Saved entries:
↓

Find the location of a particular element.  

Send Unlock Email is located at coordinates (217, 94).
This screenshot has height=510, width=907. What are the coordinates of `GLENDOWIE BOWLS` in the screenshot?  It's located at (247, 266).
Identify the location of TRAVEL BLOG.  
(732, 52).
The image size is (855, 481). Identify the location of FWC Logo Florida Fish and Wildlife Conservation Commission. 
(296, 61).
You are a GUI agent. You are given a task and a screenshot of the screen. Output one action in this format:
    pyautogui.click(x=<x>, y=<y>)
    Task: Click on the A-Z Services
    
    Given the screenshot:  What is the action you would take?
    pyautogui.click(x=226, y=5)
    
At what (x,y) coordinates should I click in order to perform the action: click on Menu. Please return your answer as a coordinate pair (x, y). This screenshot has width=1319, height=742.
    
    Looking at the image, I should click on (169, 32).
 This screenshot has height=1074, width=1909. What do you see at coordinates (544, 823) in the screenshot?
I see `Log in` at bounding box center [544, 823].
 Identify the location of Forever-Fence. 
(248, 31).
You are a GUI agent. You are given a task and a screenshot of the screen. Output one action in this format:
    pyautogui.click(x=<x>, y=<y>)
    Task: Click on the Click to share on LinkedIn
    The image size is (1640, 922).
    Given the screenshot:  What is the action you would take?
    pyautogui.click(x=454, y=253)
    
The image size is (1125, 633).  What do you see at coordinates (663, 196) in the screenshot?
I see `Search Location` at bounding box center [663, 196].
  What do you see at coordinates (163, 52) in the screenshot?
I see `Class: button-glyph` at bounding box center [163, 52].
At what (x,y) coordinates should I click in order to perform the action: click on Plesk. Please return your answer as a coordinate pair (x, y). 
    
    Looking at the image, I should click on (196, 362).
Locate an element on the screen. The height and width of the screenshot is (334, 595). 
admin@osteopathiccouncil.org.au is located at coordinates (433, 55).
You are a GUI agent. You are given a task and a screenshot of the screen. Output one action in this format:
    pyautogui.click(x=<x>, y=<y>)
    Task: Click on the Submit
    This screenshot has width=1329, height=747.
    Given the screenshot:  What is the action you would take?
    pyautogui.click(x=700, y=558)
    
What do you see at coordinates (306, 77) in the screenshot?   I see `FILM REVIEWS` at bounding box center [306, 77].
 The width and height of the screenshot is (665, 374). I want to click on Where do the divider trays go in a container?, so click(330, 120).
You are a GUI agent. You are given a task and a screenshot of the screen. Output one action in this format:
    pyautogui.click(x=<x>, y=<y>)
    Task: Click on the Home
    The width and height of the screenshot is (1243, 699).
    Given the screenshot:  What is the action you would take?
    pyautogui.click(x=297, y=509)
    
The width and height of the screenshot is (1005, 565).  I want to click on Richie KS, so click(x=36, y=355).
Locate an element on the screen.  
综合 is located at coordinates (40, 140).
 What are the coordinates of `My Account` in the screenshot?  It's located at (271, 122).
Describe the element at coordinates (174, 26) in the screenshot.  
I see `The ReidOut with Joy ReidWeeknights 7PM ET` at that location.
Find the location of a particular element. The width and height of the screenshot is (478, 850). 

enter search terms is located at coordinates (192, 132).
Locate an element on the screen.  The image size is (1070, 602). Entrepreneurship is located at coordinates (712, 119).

↑

# Exercise prompt
In your answer, repeat each of the records exactly.

# Response below
Find the location of a particular element.  

Send Unlock Email is located at coordinates (217, 94).
This screenshot has height=510, width=907. What are the coordinates of `GLENDOWIE BOWLS` in the screenshot?  It's located at (247, 266).
Identify the location of TRAVEL BLOG.  
(732, 52).
The image size is (855, 481). Identify the location of FWC Logo Florida Fish and Wildlife Conservation Commission. 
(296, 61).
You are a GUI agent. You are given a task and a screenshot of the screen. Output one action in this format:
    pyautogui.click(x=<x>, y=<y>)
    Task: Click on the A-Z Services
    
    Given the screenshot:  What is the action you would take?
    pyautogui.click(x=226, y=5)
    
At what (x,y) coordinates should I click in order to perform the action: click on Menu. Please return your answer as a coordinate pair (x, y). This screenshot has width=1319, height=742.
    
    Looking at the image, I should click on (169, 32).
 This screenshot has height=1074, width=1909. What do you see at coordinates (544, 823) in the screenshot?
I see `Log in` at bounding box center [544, 823].
 Identify the location of Forever-Fence. 
(248, 31).
You are a GUI agent. You are given a task and a screenshot of the screen. Output one action in this format:
    pyautogui.click(x=<x>, y=<y>)
    Task: Click on the Click to share on LinkedIn
    The image size is (1640, 922).
    Given the screenshot:  What is the action you would take?
    pyautogui.click(x=454, y=253)
    
The image size is (1125, 633).  What do you see at coordinates (663, 196) in the screenshot?
I see `Search Location` at bounding box center [663, 196].
  What do you see at coordinates (163, 52) in the screenshot?
I see `Class: button-glyph` at bounding box center [163, 52].
At what (x,y) coordinates should I click in order to perform the action: click on Plesk. Please return your answer as a coordinate pair (x, y). 
    
    Looking at the image, I should click on (196, 362).
Locate an element on the screen. The height and width of the screenshot is (334, 595). 
admin@osteopathiccouncil.org.au is located at coordinates (433, 55).
You are a GUI agent. You are given a task and a screenshot of the screen. Output one action in this format:
    pyautogui.click(x=<x>, y=<y>)
    Task: Click on the Submit
    This screenshot has width=1329, height=747.
    Given the screenshot:  What is the action you would take?
    pyautogui.click(x=700, y=558)
    
What do you see at coordinates (306, 77) in the screenshot?   I see `FILM REVIEWS` at bounding box center [306, 77].
 The width and height of the screenshot is (665, 374). I want to click on Where do the divider trays go in a container?, so click(330, 120).
You are a GUI agent. You are given a task and a screenshot of the screen. Output one action in this format:
    pyautogui.click(x=<x>, y=<y>)
    Task: Click on the Home
    The width and height of the screenshot is (1243, 699).
    Given the screenshot:  What is the action you would take?
    pyautogui.click(x=297, y=509)
    
The width and height of the screenshot is (1005, 565).  I want to click on Richie KS, so click(x=36, y=355).
Locate an element on the screen.  
综合 is located at coordinates (40, 140).
 What are the coordinates of `My Account` in the screenshot?  It's located at (271, 122).
Describe the element at coordinates (174, 26) in the screenshot.  
I see `The ReidOut with Joy ReidWeeknights 7PM ET` at that location.
Find the location of a particular element. The width and height of the screenshot is (478, 850). 

enter search terms is located at coordinates (192, 132).
Locate an element on the screen.  The image size is (1070, 602). Entrepreneurship is located at coordinates (712, 119).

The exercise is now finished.